Bollywood has long been guilty of stereotyping regional communities, especially Malayalis, Bengalis, and Goans. We’re either portrayed as erudite, left-leaning intellectuals who walk around quoting Marx, or as jasmine-scented “angels” with flowers in our hair and half-saris hanging precariously. Newsflash: Not all Malayali women learn classical Indian dance, nor do we prance around in gilded half-skirts with low-cut blouses.

And about the accent. That caricatured singsong Hindi, peppered with mangled Malayalam phrases, is not only lazy but also insulting. The playful moment where she calls Sidharth’s character “mannuni,” supposedly “idiot” in Malayalam, sounded as if an alien was speaking.

This is not representation. This is parody.

About that name…

At one point in the trailer, Janhvi introduces herself as “Thekkapatta Sundari Damodaran Pillai.” Now, let’s pause. Thekkapatta in Malayalam can mean Arrack, a local beverage, from South. Imagine saddling your heroine with a name that could just as easily double up as a liquor brand. Again, did she pronounce it wrong because I had to play the trailer multiple times to understand that name. That’s not just sloppy; that’s downright ridiculous.

Add to that the garbled delivery, and the whole thing goes from authentic to alien in seconds.

Sidharth Malhotra and Janhvi Kapoor, a still from Param Sundari

Bollywood’s long list of crimes

This isn’t the first time. Deepika Padukone’s Tamilian act in Chennai Express was drenched in stereotypes. Sanya Malhotra in Meenakshi Sundareshwar reduced South Indian women to filter-coffee clichés. Alia Bhatt in Two States as a Tamilian was another cringe fest. Each time, the same lazy playbook is dusted off: throw in jasmine flowers, a few butchered words of the local language, and they think they nailed South Indians.

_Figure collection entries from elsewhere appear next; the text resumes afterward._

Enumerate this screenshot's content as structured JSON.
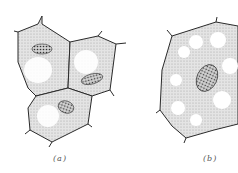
{
  "figure": {
    "panels": [
      {
        "id": "a",
        "label": "(a)",
        "description": "Group of three young plant cells, each with dense cytoplasm, small vacuoles and a granular nucleus"
      },
      {
        "id": "b",
        "label": "(b)",
        "description": "Single mature plant cell with many vacuoles and an oval granular nucleus"
      }
    ],
    "colors": {
      "outline": "#2a2a2a",
      "cytoplasm": "#dcdcdc",
      "vacuole": "#ffffff",
      "nucleus": "#c8c8c8"
    }
  }
}
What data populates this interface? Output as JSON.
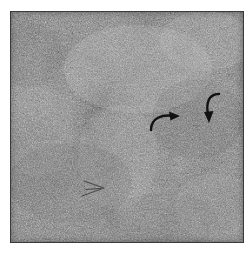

A still from Deepika Padukone and Shah Rukh Khan in 'Chennai Express'

What Hollywood gets right

It’s not like this can’t be done well. Hollywood has, more often than not, taken cultural authenticity seriously — from Dev Patel’s Gujarati cadence in Lion to Riz Ahmed’s nuanced portrayal of a Pakistani-American in Sound of Metal.

They hire accent coaches, dialect specialists, and cultural consultants. They understand that nuance matters. That respect for detail elevates performance.

So why is Bollywood, with its multi-billion-rupee machinery, still allergic to research?

The fix is simple

Here’s an idea: instead of spending obscene amounts on your star’s entourage, gym-honed abs, or glittering wardrobe, divert a fraction of that budget towards getting the representation right.

  • Hire a dialect coach.

  • Consult regional experts.

  • Run the script past actual Malayalis.

  • Use ChatGPT if you must — type “dos and don’ts while playing a Malayali character” and you’ll have a cultural checklist in seconds.

We’re in 2025. There’s no excuse for cultural laziness anymore.

Performative name-dropping isn’t enough

And please, stop thinking you’re doing us a favour by casually dropping names like Mohanlal, Rajinikanth, or Allu Arjun in your scripts. It reeks of performative tokenism. That wink-wink “See, we know your heroes too!” moment doesn’t land. It looks fake.

A personal plea

Bollywood, I am disappointed. Deeply. You’re not just misrepresenting us; you’re erasing us. You’re turning rich, layered identities into cheap clichés. And that is a disservice to audiences, actors, and cinema itself.

So, next time you greenlight a Malayali character, remember this: we are not just jasmine-wearing, mohiniyattam-dancing “sundaris” with caricature accents.

We’re writers, engineers, nurses, filmmakers, and entrepreneurs. We speak a language that is lyrical and complex. We live lives far richer than your lazy stereotypes.

Spend less on star wardrobes and more on cultural truth. Until then, every time I see Bollywood butcher yet another Malayali character, my veshti will remain, quite justifiably, in a twist.